The group history of the world's most ordinary rock stars began when guitarist Mark Bryan, then a freshman at the University of South Carolina, heard the mellifluous voice of Darius Rucker wafting down the hall of his dormitory. As was often the case, Rucker was singing along with the radio. Both guys were majoring in broadcast journalism at the time, and, hitting it off at that first chance meeting, they decided to begin performing as an acoustic duo, singing covers of songs by the Eagles, Simon & Garfunkel, the Commodores, and others. Calling themselves the Wolf Brothers, they played their first gig in early 1986 at Pappy's, a nearby fried-chicken outlet. Within a few weeks, bassist Dean Felber had joined the group. Another denizen of that fateful U.S.C. dorm, he and Bryan had played in a rock band called Missing in Action while attending high school together in Gaithersburg, Maryland. They soon added a drummer and became the hit of the local frat-party circuit, adding the Police, Squeeze, and, naturally, R.E.M. to their repertoire. By this time, they had renamed themselves, taking the nicknames of two of Rucker's friends -- one owly, the other jowly -- and creating the dopey but likable moniker Hootie & the Blowfish.

After graduation, rather than settle into any prosaic post-grad activities, such as hunting for real jobs, they seized the day and jumped onto the club circuit, touring throughout the Middle Atlantic states, all the while spreading their name and enhancing their reputation. Around that time, another classmate, Jim Sonefeld, signed on as their new drummer, completing the lineup that exists today. In order to gain more control over their financial future, the band formed a legal partnership in 1990 called Fishco. The brainchild of Felber, who was a finance major at U.S.C., Fishco enabled the group to book better gigs, grant themselves employee health benefits, and pursue music as a full-time career. They put out two small indie CDs, Hootie & the Blowfish (1990) and Time (1991), before attracting the attention of the would-be mini-major label JRS Records in 1992. Although the year they spent signed to JRS was a frustrating one (the financing for recording a third album never materialized), the experience toughened them, and they ultimately put out Kootchypop in 1993 on their own, selling 50,000 copies by mail and at shows.

Signed to Atlantic in 1993, the band recorded its fourth album, Cracked Rear View, with veteran Don Gehman (John Mellencamp, R.E.M., Bruce Hornsby) producing. A straightforward collection of clean, lightly soulful pop-rock tunes fronted by Rucker's warm, slightly mumbly vocals, Cracked Rear View became the surprise hit of late 1994 and nearly all of 1995. After the catchy, gospelish "Hold My Hand" first broke the band on radio, "Let Her Cry" went on to become an even bigger hit, and "Only Wanna Be With You" and "Time" quickly followed suit. When all was said and done, the record sold fourteen million copies, becoming the best-selling debut album in the history of Atlantic Records.

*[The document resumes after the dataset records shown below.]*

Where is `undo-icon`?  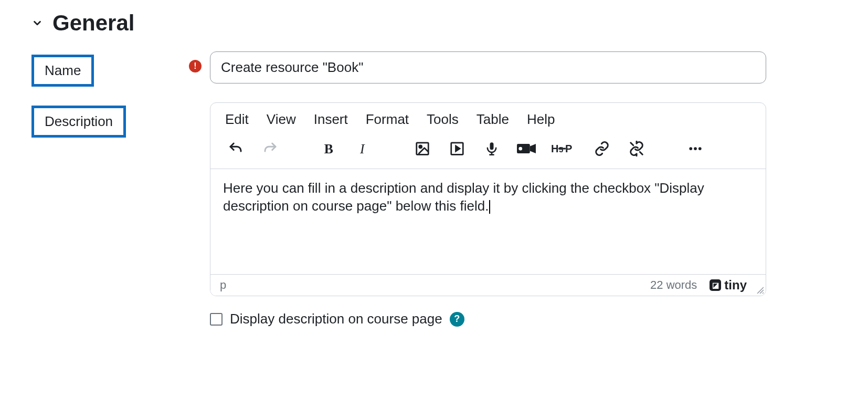
undo-icon is located at coordinates (236, 149).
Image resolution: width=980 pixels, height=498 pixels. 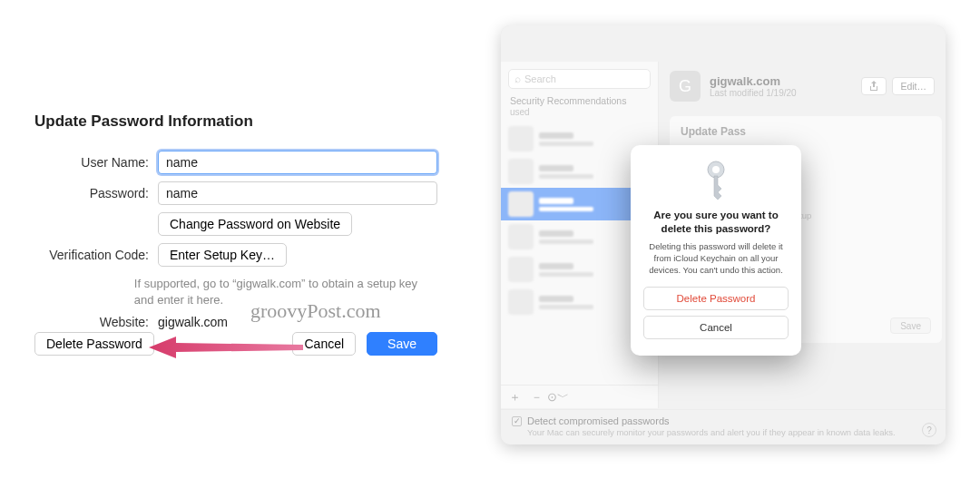 I want to click on help-button: ?, so click(x=929, y=430).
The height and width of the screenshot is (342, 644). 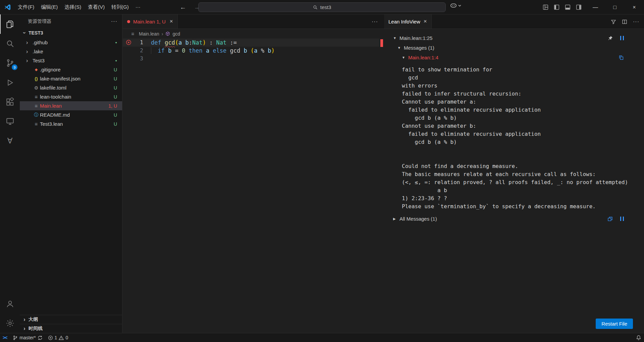 What do you see at coordinates (382, 43) in the screenshot?
I see `error-ruler-marker` at bounding box center [382, 43].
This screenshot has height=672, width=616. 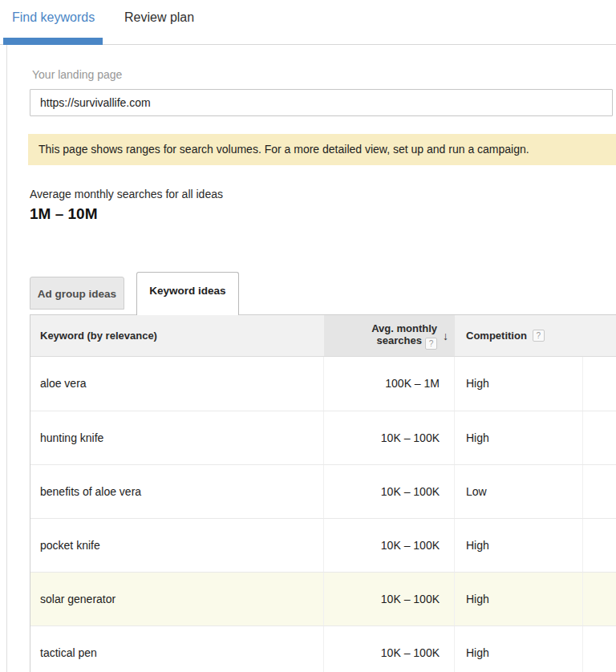 What do you see at coordinates (53, 18) in the screenshot?
I see `tab-find-keywords: Find keywords` at bounding box center [53, 18].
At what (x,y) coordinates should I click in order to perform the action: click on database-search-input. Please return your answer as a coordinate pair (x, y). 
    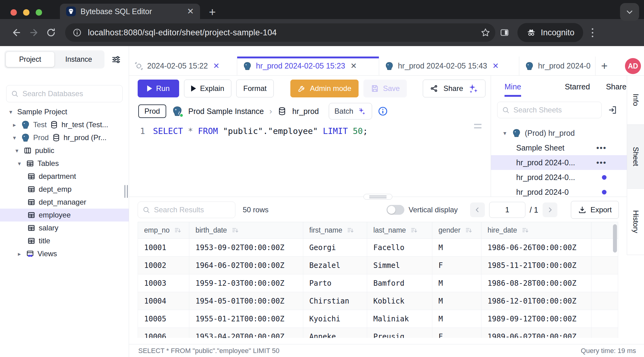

Because the band was viewed in the press as middle-of-the-road soft-rockers, an anti-Hootie backlash soon developed, and by the time Fairweather Johnson was released in spring of 1996, pundits were busily predicting the group's chart demise. But rumors of the band's impending death turned out to be somewhat exaggerated. True, Fairweather Johnson was not the sales monster that its predecessor had been, but it did reach triple-platinum, and placed a couple of songs on the radio. Is there a promising future for the little South Carolina band that could? Only time will tell.